In spite of everything, Martha Snapdragon liked school. She did her lessons cheerfully (though sleepily) and earned high marks. She was the best pupil in the fourth grade; Rufus was the worst. Most kids looked up to Martha, she was so smart. (And she never showed off about it.)

English was as easy for her as pouncing is for a cat. She was a whiz in math—for years she'd been figuring out the price per ounce at the market so she could buy the cheapest items. Science, however, was Martha's best subject. And her favorite.
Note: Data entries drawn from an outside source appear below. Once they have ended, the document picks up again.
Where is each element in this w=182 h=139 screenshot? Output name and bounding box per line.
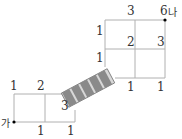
lower-top-label-2: 2	[37, 80, 45, 92]
upper-left-label-2: 1	[96, 52, 104, 64]
upper-left-label-1: 1	[96, 25, 104, 37]
bridge-icon	[61, 69, 114, 108]
upper-top-label-2: 6	[160, 5, 168, 17]
start-label: 가	[1, 118, 10, 130]
diagram-canvas	[0, 0, 182, 139]
upper-bottom-label-2: 1	[157, 81, 165, 93]
upper-grid	[105, 20, 165, 78]
lower-bottom-label-2: 1	[67, 125, 75, 137]
lower-top-label-1: 1	[10, 80, 18, 92]
lower-inner-label: 3	[61, 100, 69, 112]
upper-top-label-1: 3	[127, 5, 135, 17]
upper-inner-label-1: 2	[127, 36, 135, 48]
upper-bottom-label-1: 1	[127, 81, 135, 93]
end-label: 나	[168, 7, 177, 19]
end-point	[163, 18, 166, 21]
upper-inner-label-2: 3	[157, 36, 165, 48]
lower-bottom-label-1: 1	[37, 125, 45, 137]
start-point	[12, 120, 15, 123]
Her science teacher, Mrs. Ferlin (rhymes with
Merlin
), taught with such pizzazzle, the kids thought she used magic. When they studied space, Mrs. Ferlin levitated potatoes of different sizes into their proper places around a floating pumpkin, to represent the planets zooming around the sun. All the kids
ooh
ed and
aah
ed. When the lesson was done, they ate mashed potatoes and pumpkin pie (with whipped cream).

Dr. Klunk was sure Mrs. Ferlin was up to something BAD. But hard as he tried, he could never catch her at it. For spite he called her just plain Ferlin. Pretty soon everybody did. She didn't care. She was peculiar—in a good way. Martha wanted to be just like her.
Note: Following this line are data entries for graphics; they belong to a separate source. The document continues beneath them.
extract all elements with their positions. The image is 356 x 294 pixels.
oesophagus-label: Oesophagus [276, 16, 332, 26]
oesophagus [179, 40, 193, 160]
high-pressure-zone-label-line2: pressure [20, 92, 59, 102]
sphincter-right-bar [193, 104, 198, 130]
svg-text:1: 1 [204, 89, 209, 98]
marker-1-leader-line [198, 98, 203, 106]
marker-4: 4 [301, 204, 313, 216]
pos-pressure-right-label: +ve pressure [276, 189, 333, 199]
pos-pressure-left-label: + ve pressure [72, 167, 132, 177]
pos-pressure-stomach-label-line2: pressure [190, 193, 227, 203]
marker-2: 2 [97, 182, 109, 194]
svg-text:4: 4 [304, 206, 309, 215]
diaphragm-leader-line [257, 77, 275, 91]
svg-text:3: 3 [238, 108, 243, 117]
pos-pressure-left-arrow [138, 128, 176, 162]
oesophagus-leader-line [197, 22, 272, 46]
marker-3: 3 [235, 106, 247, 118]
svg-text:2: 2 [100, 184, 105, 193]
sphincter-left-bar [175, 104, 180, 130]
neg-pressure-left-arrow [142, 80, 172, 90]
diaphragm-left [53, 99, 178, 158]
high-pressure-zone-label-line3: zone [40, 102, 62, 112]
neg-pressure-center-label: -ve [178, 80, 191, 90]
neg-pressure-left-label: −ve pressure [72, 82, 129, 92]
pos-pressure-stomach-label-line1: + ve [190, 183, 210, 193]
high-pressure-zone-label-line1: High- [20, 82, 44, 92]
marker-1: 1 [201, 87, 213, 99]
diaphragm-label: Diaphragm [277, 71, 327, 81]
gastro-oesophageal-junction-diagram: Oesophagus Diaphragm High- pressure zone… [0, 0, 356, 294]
Though Martha was happy in her studies at Horace E. Bloggins, she dreaded seeing Rufus. One day she was playing four square with her friends. She spotted Rufus and his hoodlums swaggering around. Their T-shirts were loose. Their pants were so baggy, they were falling off. Their smirks said, Don't we look cool? (They didn't.)
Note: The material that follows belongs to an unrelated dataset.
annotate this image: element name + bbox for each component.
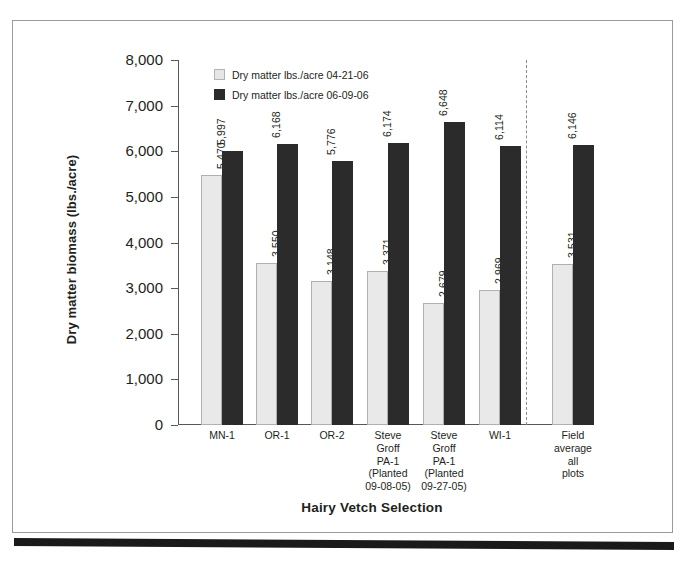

They swarmed up to Martha.

“Hey, brain-o!” Rufus roared. He was wearing a stolen Dodgers cap.

Martha's heart banged like a bongo drum. Her hands went clammy. What was he going to do? She braced for a ruthless heckling—or a general pulverizing.

“So,” jeered Rufus, “how's old genius, intellect, learned, brilliant, nimble-wit, clever-as-they-come, sharp-as-a-tack, smart-as-a-whip little daughter-of-a-jani
tor, Mar-thur
?”

(Rufus didn't really know what all those words meant. He was spouting them from a thesaurus he'd stolen.)

“Fine,” said Martha in the strongest voice she could muster. “And my name is MARTHA,” she added proudly. (It was also her dear deceased mother's name.)

“MAR-THUR! MAR-THUR! MARTHUR!” Rufus bellowed.

“MAR-THUR! MAR-THUR! MAR-THUR!” chanted his toughs.

Dr. Klunk was walking by. He jumped right in. “MAR-THUR! MAR-THUR! MARTHUR!” Then he waddled to the office and boomed the name over the loudspeaker.

Like a bad case of chicken pox, the awful new label raged through school. By lunchtime Martha was as forgotten as Horace E. Bloggins. Now she was Marthur, a name as heavy as mud. She'd rather have been pulverized by a busload of bullies, clobbered by a clan of Klunks.

 

After school Martha wandered off by herself down a dim and lonely corridor. She wanted to be alone. She didn't want to hear that horrid new name.

Suddenly—how funny—she felt a strong pull to look up. So she did. She noticed a curious saying chiseled into a slab of bricks above her. A saying she'd never seen before:

 

The King Is Coming—
and It's About Time.

 

(It was worked up in weird old-fashioned writing.) She wondered.
How did I ever miss this?

Here at Horace E. Bloggins—a king? What a silly thing!
Kings were for
old
places, like England or Persia or maybe even Tasmania. Martha didn't really believe it. Still, for a moment she was full of hope. She felt certain that kings were better trained than principals. Better than
her
principal, anyway. A king would make things good for the kids at Bloggins. She thought,
Well, if he's coming, he'd better come NOW.
Maybe a king could even help her with Rufus and Klunk.